Reading Journal: A Murder Is Announced

This week, my “Women of Mystery” class at Mason is meeting Miss Marple for the first time—in a way, just as the world met her, since we’re reading the very first Miss Marple story, “The Tuesday Night Club,” originally published in Royal Magazine in December 1927 and ultimately the lead tale in the collection The Thirteen Problems in 1932.

But while that’s our introduction to the character, we’ll be spending more time on the 1950 novel A Murder Is Announced. As the title states, the book’s first murder was indeed announced—ahead of time!—in the Personal Column of the village newspaper, a paragraph which other townspeople think is an invitation to a kind of Murder Game (the lights go out, the “killer” touches your shoulder, and you’re down for the count). But when the lights go out and actual gunshots roar forth… well, what seemed like a lark becomes all too real.

While the mystery here is twisty and surprising, the main reason I teach this is for the portrait the book offers of post-World War II England: economic austerity, intergenerational friction, distrust of foreigners and refugees, a sense of loss and nostalgia for the world of the past. As John Curran writes, in Agatha Christie’s Secret Notebooks: “Apart from its sublime detective plot, A Murder Is Announced is also a convincing picture of an England stumbling out of post-war austerity. We are no longer in the world of butlers and cocktail receptions; there is no dressing for dinner or questioning the lady’s-maid; no weekend guests or alibis provided by nights at the opera….”

It’s a fascinating book, with plenty to talk about thematically and in terms of the larger context for this text. And such a joy to reread always!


» **Exercise directions**:
Find the line containing "on span: $18.00." in the entries; transcribe it and all remaining lines through the end, exactly as they appear, but not the pictures.

» **Data extract**:

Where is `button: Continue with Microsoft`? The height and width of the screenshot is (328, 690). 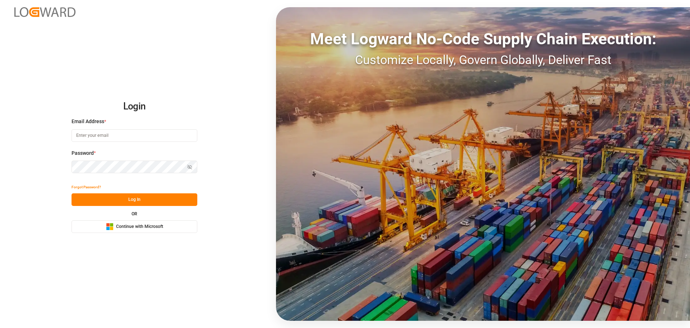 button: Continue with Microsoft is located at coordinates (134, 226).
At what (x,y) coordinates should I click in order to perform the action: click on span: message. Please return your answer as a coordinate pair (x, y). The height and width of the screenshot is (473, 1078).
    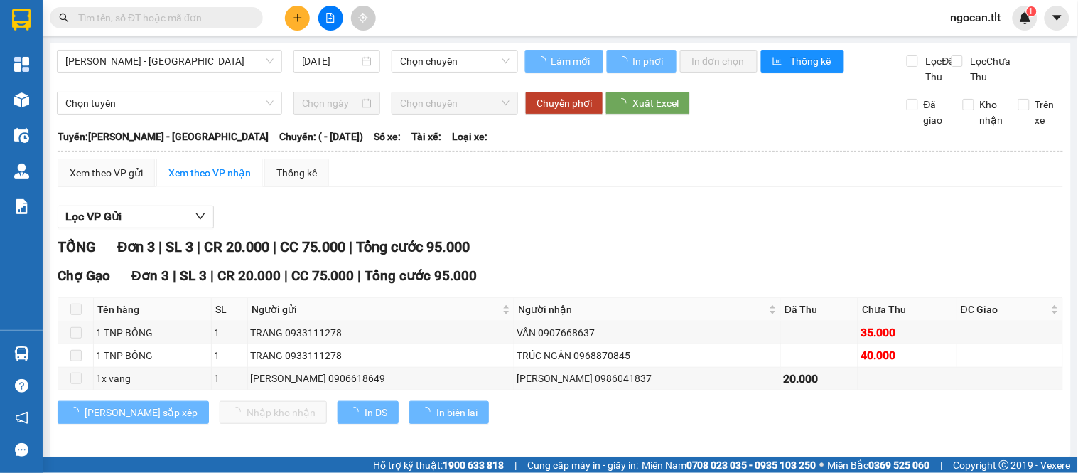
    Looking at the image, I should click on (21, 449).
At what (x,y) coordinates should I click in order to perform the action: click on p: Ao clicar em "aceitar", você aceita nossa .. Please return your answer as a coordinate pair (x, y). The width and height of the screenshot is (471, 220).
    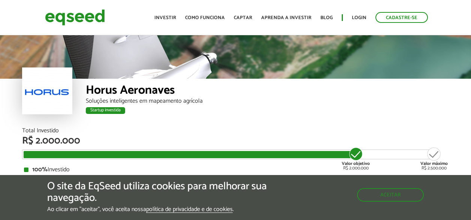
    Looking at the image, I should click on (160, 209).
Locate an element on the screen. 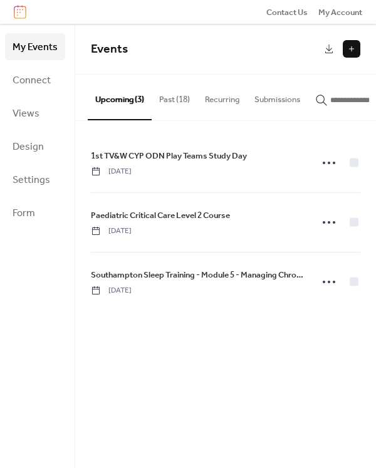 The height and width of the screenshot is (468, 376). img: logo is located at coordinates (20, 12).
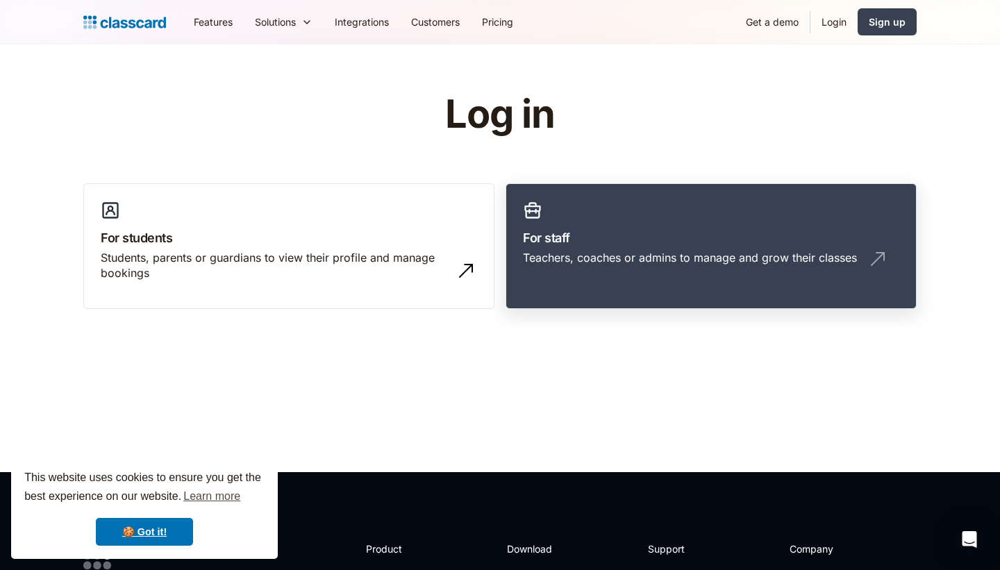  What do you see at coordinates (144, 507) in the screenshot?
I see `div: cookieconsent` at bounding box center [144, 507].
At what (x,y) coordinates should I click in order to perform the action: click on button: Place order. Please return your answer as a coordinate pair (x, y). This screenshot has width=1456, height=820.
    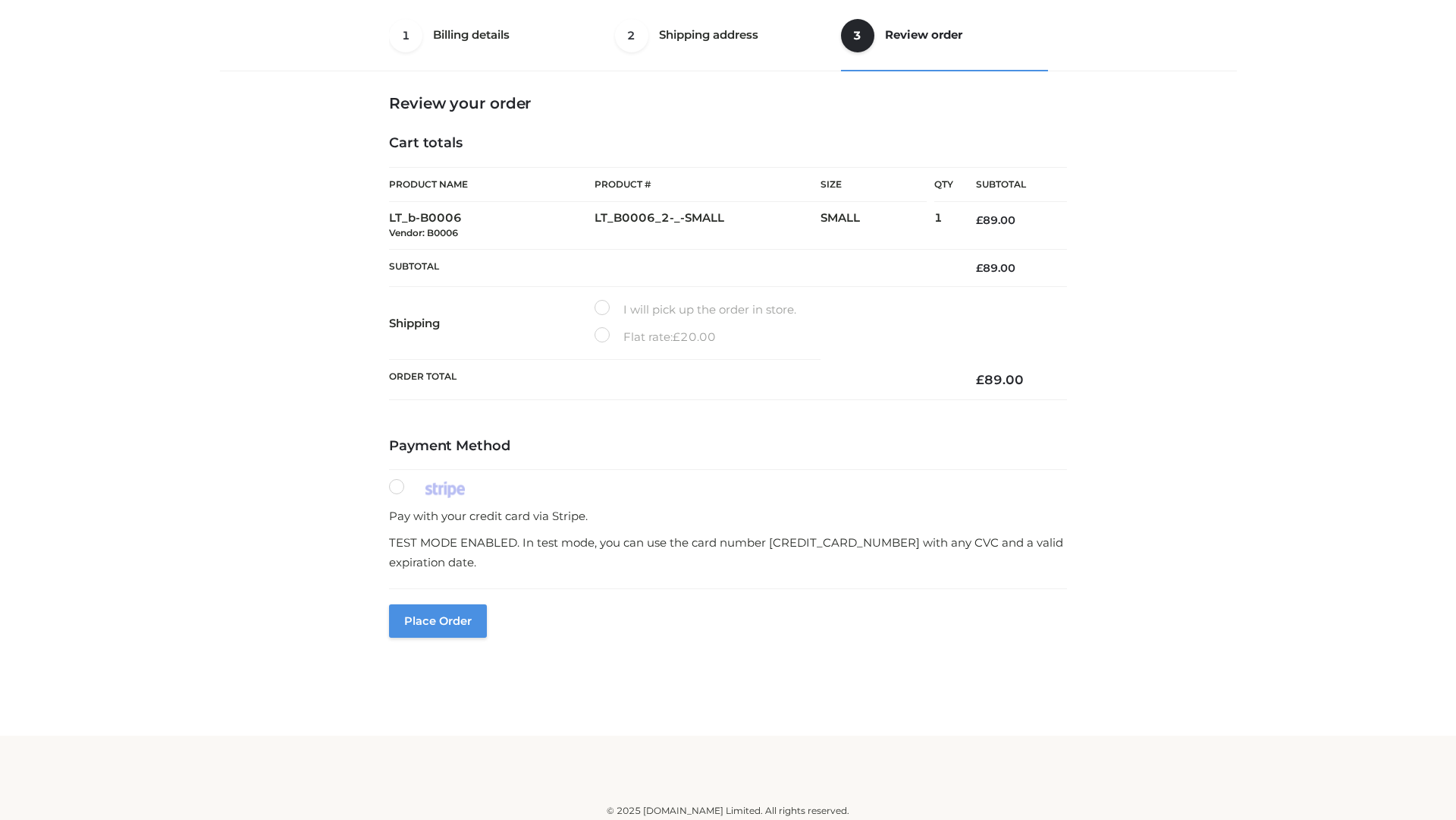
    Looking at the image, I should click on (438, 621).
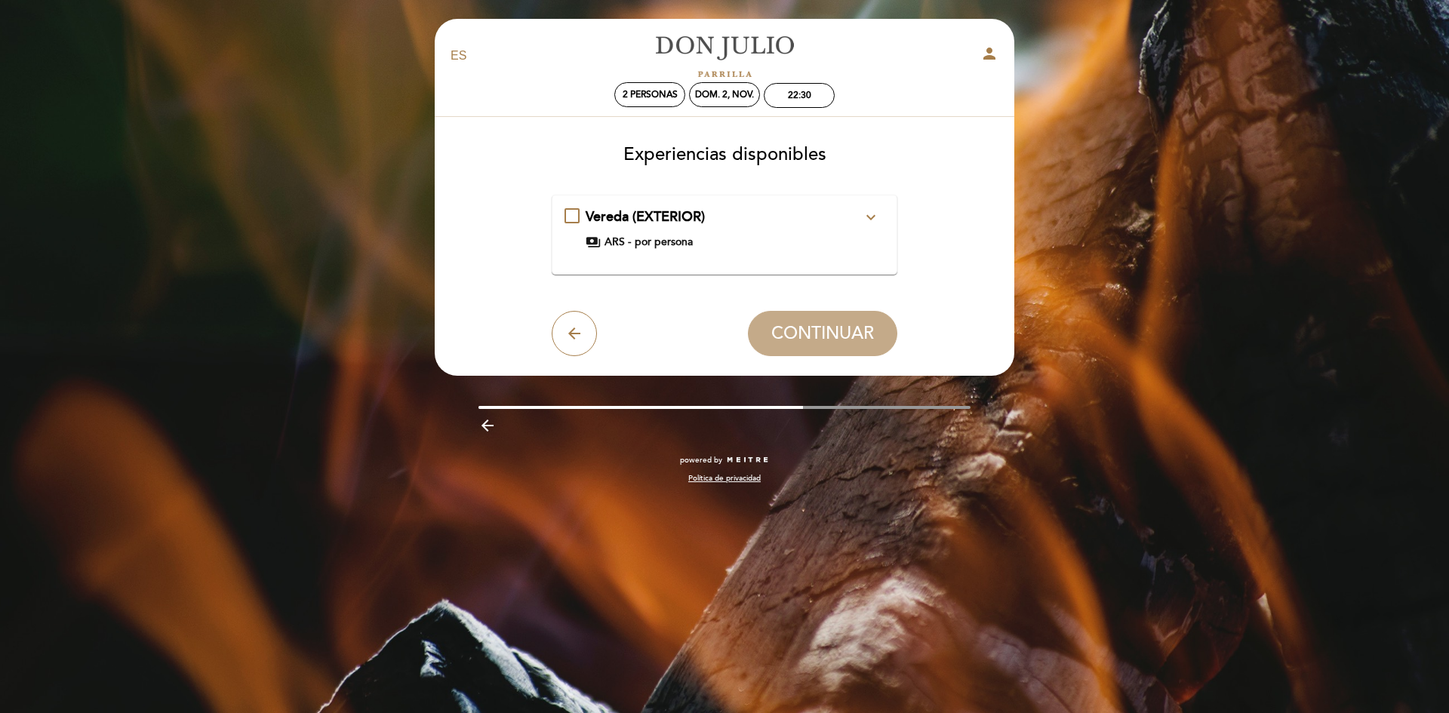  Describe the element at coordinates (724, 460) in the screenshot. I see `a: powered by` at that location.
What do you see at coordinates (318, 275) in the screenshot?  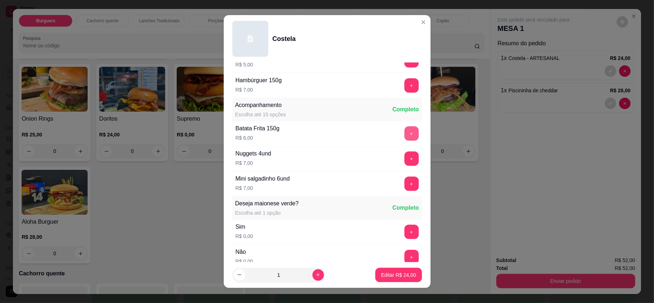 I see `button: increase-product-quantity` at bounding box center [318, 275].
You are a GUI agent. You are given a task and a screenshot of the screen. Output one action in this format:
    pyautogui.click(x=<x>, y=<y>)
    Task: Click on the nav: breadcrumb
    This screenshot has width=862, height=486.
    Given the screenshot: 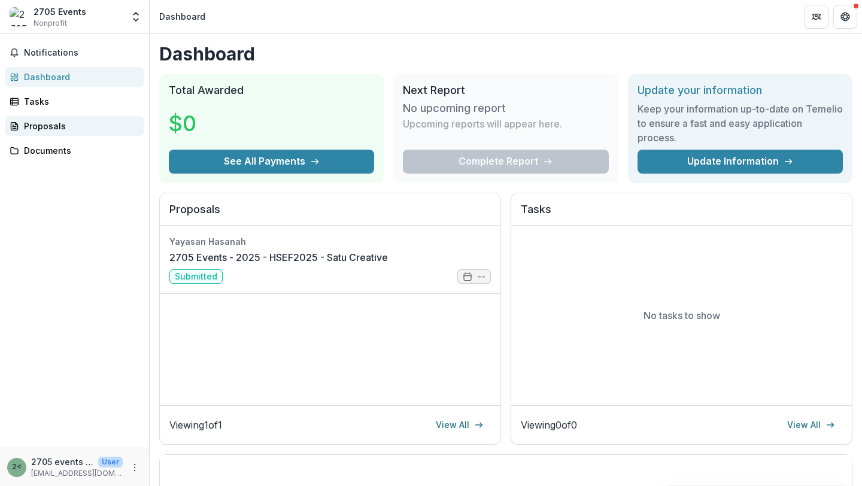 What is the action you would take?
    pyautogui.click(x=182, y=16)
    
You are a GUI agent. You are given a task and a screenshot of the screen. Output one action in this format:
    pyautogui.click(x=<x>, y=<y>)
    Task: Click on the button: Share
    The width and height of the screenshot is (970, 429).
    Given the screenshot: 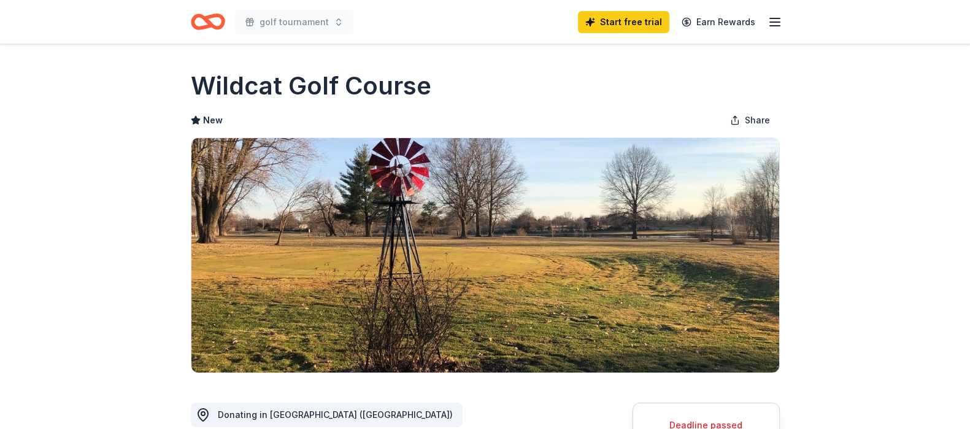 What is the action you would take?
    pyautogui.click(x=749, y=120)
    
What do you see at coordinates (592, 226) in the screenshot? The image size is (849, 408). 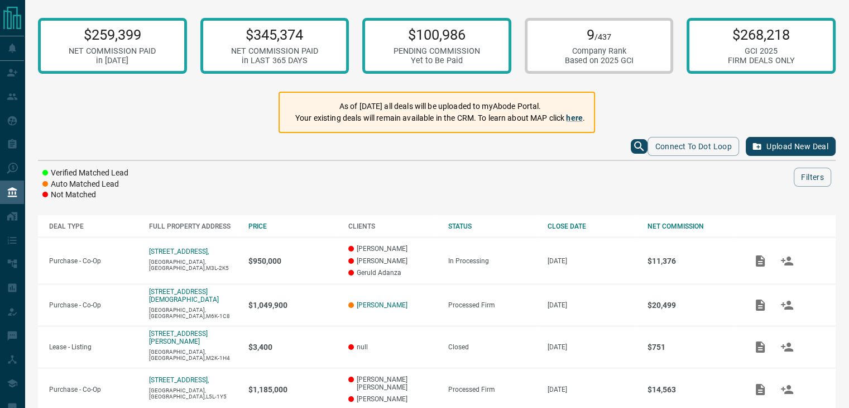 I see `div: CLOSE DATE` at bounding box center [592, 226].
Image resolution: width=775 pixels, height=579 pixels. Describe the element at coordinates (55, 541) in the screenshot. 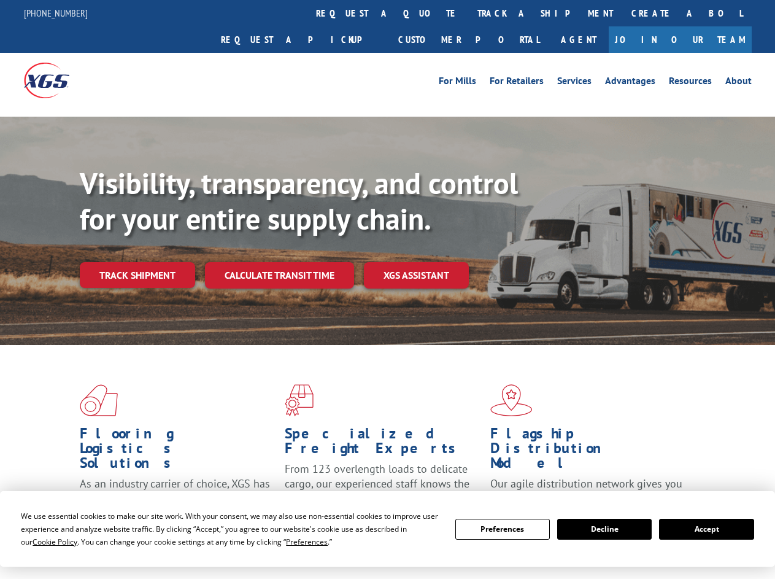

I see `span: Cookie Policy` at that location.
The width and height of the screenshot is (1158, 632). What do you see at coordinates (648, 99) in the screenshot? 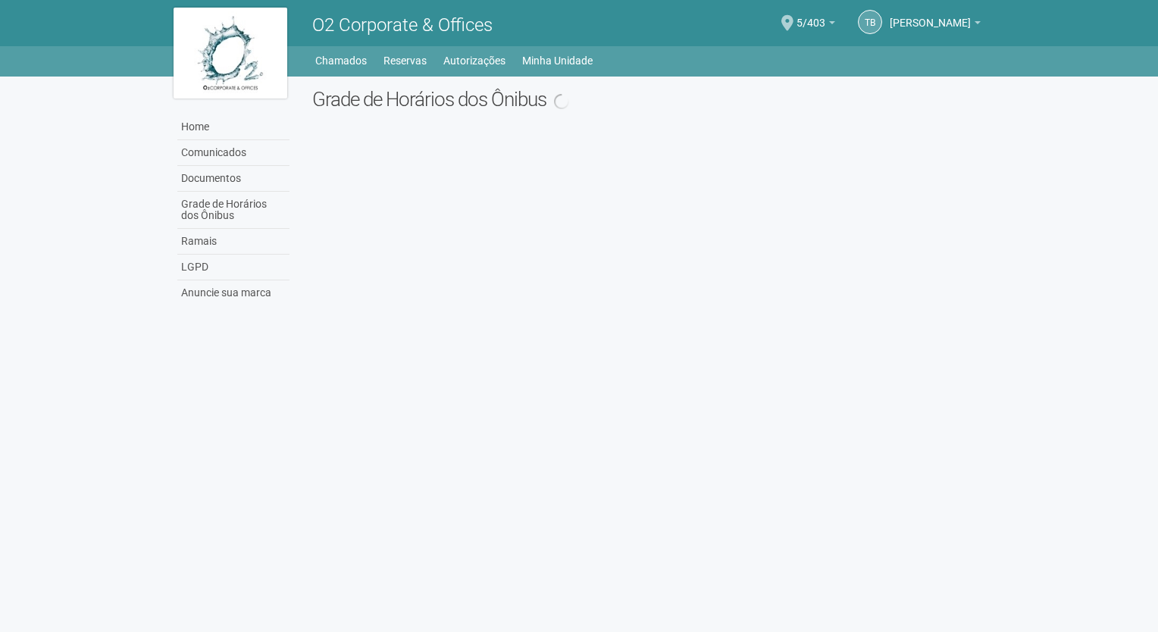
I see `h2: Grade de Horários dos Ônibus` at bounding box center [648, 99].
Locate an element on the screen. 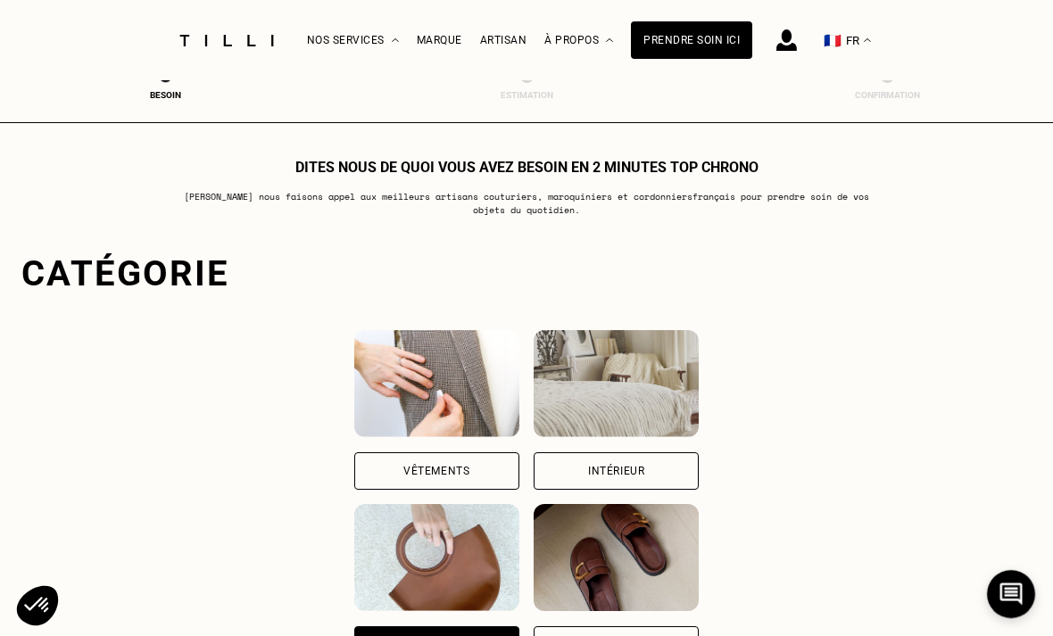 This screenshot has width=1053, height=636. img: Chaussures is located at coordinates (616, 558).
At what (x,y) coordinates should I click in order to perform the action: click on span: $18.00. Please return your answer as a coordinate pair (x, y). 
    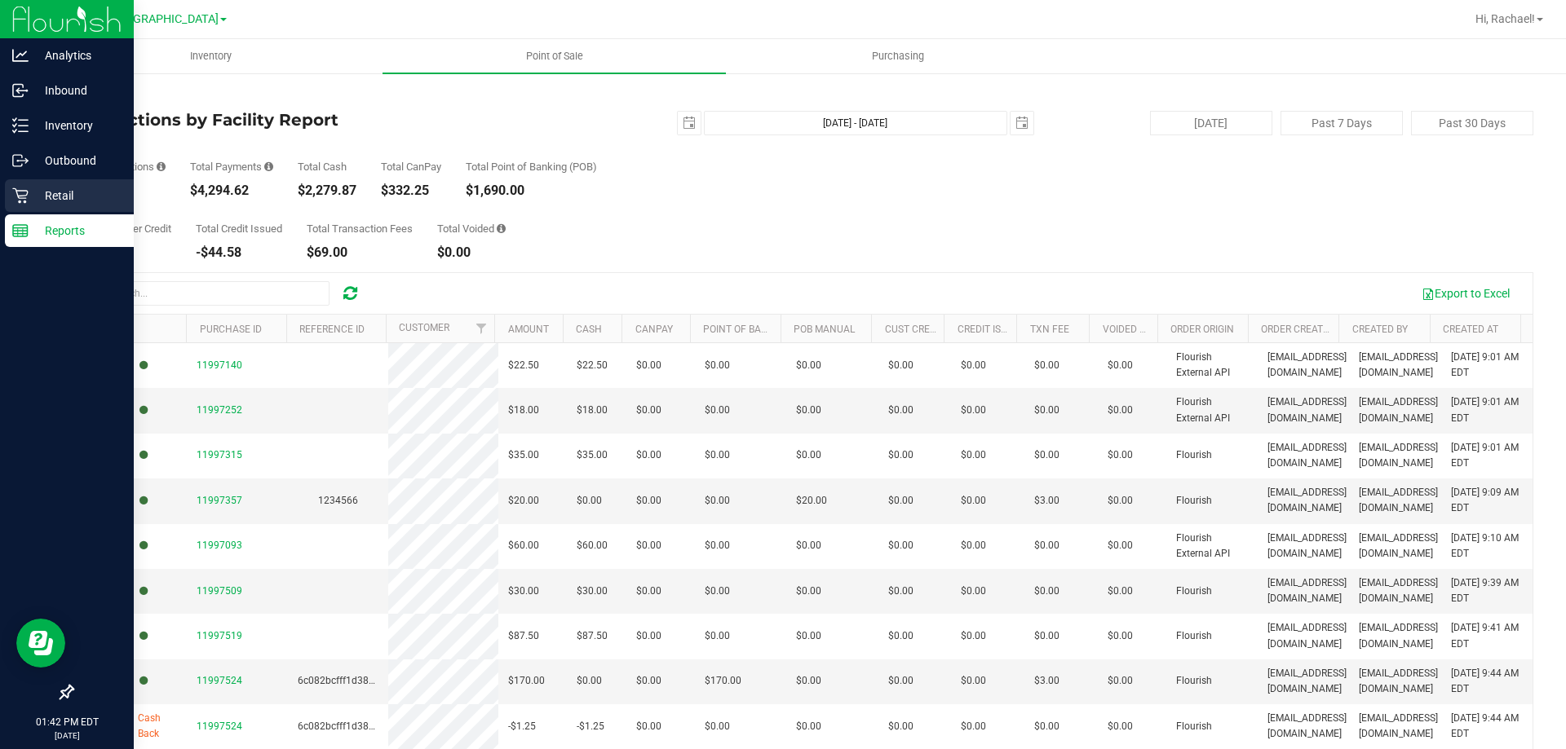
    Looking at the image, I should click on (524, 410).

» **Solution for this exercise**:
At what (x,y) coordinates should I click in order to perform the action: click on span: $18.00. Please return your answer as a coordinate pair (x, y). 
    Looking at the image, I should click on (524, 410).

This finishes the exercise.